The probe has been dubbed Firefly, and it is currently scheduled for a launch later this month. The mission is sponsored by the National Science Foundation (NSF) and is part of the organization’s CubeSat program, which allows NASA officials to launch smaller satellites that are less expensive but still capable of performing quality space-related scientific research.
“We can do great science with these small missions,” explained Doug Rowland, the principal investigator for Firefly at NASA’s Goddard Space Flight Center in Maryland. “Firefly will gather up to a year of observations on the mysterious workings of lightning.”
“Lightning is so familiar we tend to take it for granted, but we really don’t know the details of how it works – even though it is a critical part of the global electric circuit, and has obvious social and technological effects,” he added. That will be Firefly’s mission: to observe lighting and gamma rays from above, and to analyze the impact that these phenomenon have on the Earth’s surface and its atmosphere.
According to NASA scientists, the radiation that lighting generates is of such high intensity that it can generate antimatter and gamma rays within TGFs that are mere miles off the ground. TGFs were first discovered roughly two decades ago by researchers at the Compton Gamma Ray Observatory, the space agency explained.
“Gamma rays are thought to be emitted by electrons traveling at or near the speed of light when they’re slowed down by interactions with atoms in the upper atmosphere,” said Therese Moretto Jorgensen, program director in NSF’s Division of Atmospheric and Geospace Sciences. “TGFs are among our atmosphere’s most interesting phenomena.”
Since the electrons required to produce gamma rays are so fast-moving and energetic, scientists were unable to explain what process near our planet would be able to boost them up to such high speeds, NASA explained. In fact, prior to the discovery of TGFs, scientists believed that electrons moving this quickly could only be generated near larger objects such as black holes, stars or galaxies.
“Lightning by itself is thought to be only a tenth as strong as would be needed to accelerate the electron beams to such incredible speeds, but scientists have hypothesized that perhaps some lightning is triggered by an electron avalanche, a runaway chain reaction that pushes electrons up to these incredible speeds,” the space agency said. “Understanding the mechanism for what accelerates the electron beams near Earth will help scientists understand how the same process happens throughout the rest of the universe.”

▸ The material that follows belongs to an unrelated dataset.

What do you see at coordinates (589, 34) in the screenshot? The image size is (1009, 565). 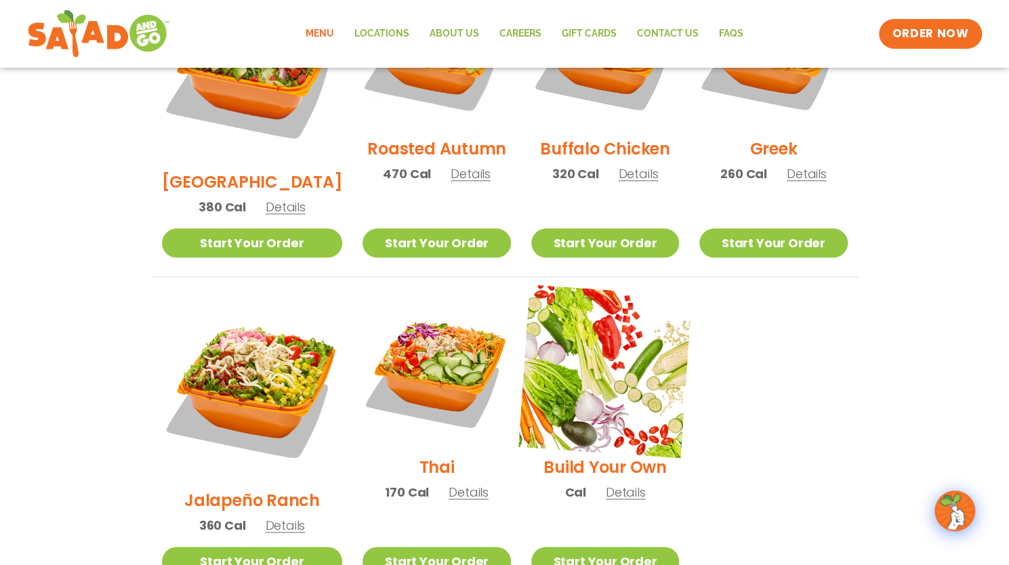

“The idea that some of the lightning overhead may be triggered by the same processes that happen in supernovas and cosmic particle accelerators is mind-blowing,” Rowland added. “I’ve never looked at thunderstorms the same way since learning about these ideas.”
Firefly’s launch window opens on November 19, and it will be launched into space along with 27 other CubeSat satellites and NASA’s Total solar irradiance Calibration Transfer Experiment (TCTE), a probe which will record the sun’s total energy output from space. The CubeSat instruments are typically produced on a smaller budget than larger satellites, with the price tags for these devices starting at $100 million, the agency said.

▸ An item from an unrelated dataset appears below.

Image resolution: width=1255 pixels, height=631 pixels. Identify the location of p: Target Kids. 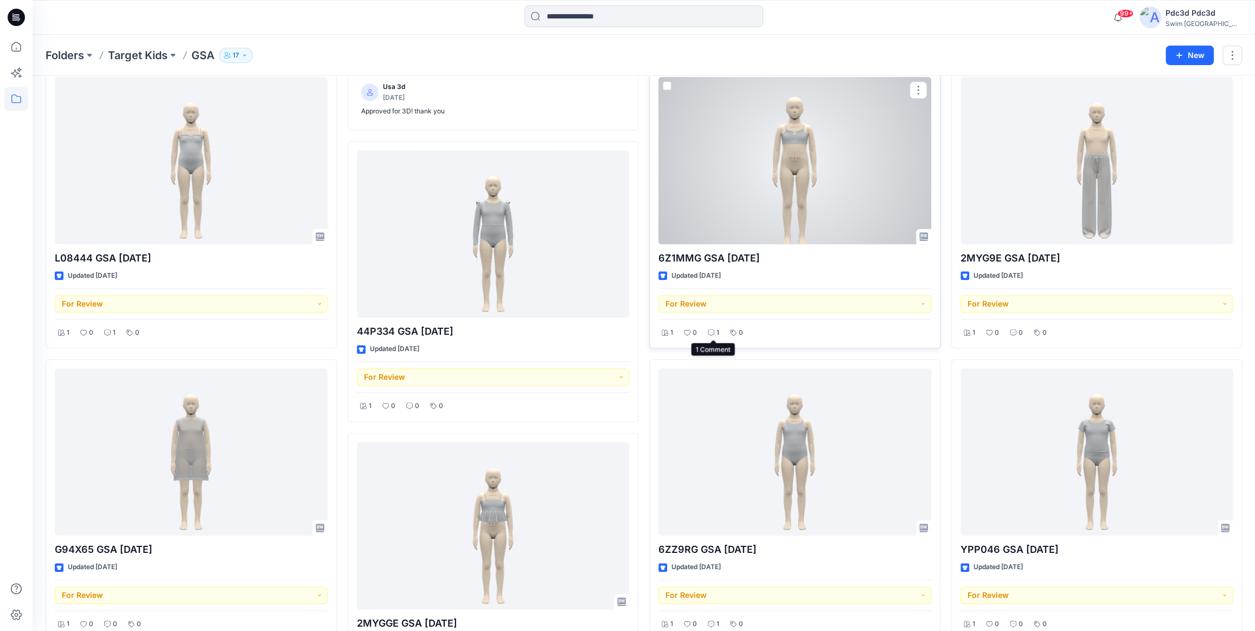
(138, 55).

redOrbit Staff & Wire Reports – Your Universe Online
NASA is preparing to launch an inexpensive, football-sized probe to study lightning, including its effects on the atmosphere and the possible link between the phenomenon and powerful energy bursts known as terrestrial gamma ray flashes (TGFs), the US space agency announced on Friday.

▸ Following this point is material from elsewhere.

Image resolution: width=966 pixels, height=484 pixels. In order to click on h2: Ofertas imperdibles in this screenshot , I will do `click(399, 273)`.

The probe has been dubbed Firefly, and it is currently scheduled for a launch later this month. The mission is sponsored by the National Science Foundation (NSF) and is part of the organization’s CubeSat program, which allows NASA officials to launch smaller satellites that are less expensive but still capable of performing quality space-related scientific research.
“We can do great science with these small missions,” explained Doug Rowland, the principal investigator for Firefly at NASA’s Goddard Space Flight Center in Maryland. “Firefly will gather up to a year of observations on the mysterious workings of lightning.”
“Lightning is so familiar we tend to take it for granted, but we really don’t know the details of how it works – even though it is a critical part of the global electric circuit, and has obvious social and technological effects,” he added. That will be Firefly’s mission: to observe lighting and gamma rays from above, and to analyze the impact that these phenomenon have on the Earth’s surface and its atmosphere.
According to NASA scientists, the radiation that lighting generates is of such high intensity that it can generate antimatter and gamma rays within TGFs that are mere miles off the ground. TGFs were first discovered roughly two decades ago by researchers at the Compton Gamma Ray Observatory, the space agency explained.
“Gamma rays are thought to be emitted by electrons traveling at or near the speed of light when they’re slowed down by interactions with atoms in the upper atmosphere,” said Therese Moretto Jorgensen, program director in NSF’s Division of Atmospheric and Geospace Sciences. “TGFs are among our atmosphere’s most interesting phenomena.”
Since the electrons required to produce gamma rays are so fast-moving and energetic, scientists were unable to explain what process near our planet would be able to boost them up to such high speeds, NASA explained. In fact, prior to the discovery of TGFs, scientists believed that electrons moving this quickly could only be generated near larger objects such as black holes, stars or galaxies.
“Lightning by itself is thought to be only a tenth as strong as would be needed to accelerate the electron beams to such incredible speeds, but scientists have hypothesized that perhaps some lightning is triggered by an electron avalanche, a runaway chain reaction that pushes electrons up to these incredible speeds,” the space agency said. “Understanding the mechanism for what accelerates the electron beams near Earth will help scientists understand how the same process happens throughout the rest of the universe.”
“The idea that some of the lightning overhead may be triggered by the same processes that happen in supernovas and cosmic particle accelerators is mind-blowing,” Rowland added. “I’ve never looked at thunderstorms the same way since learning about these ideas.”
Firefly’s launch window opens on November 19, and it will be launched into space along with 27 other CubeSat satellites and NASA’s Total solar irradiance Calibration Transfer Experiment (TCTE), a probe which will record the sun’s total energy output from space. The CubeSat instruments are typically produced on a smaller budget than larger satellites, with the price tags for these devices starting at $100 million, the agency said.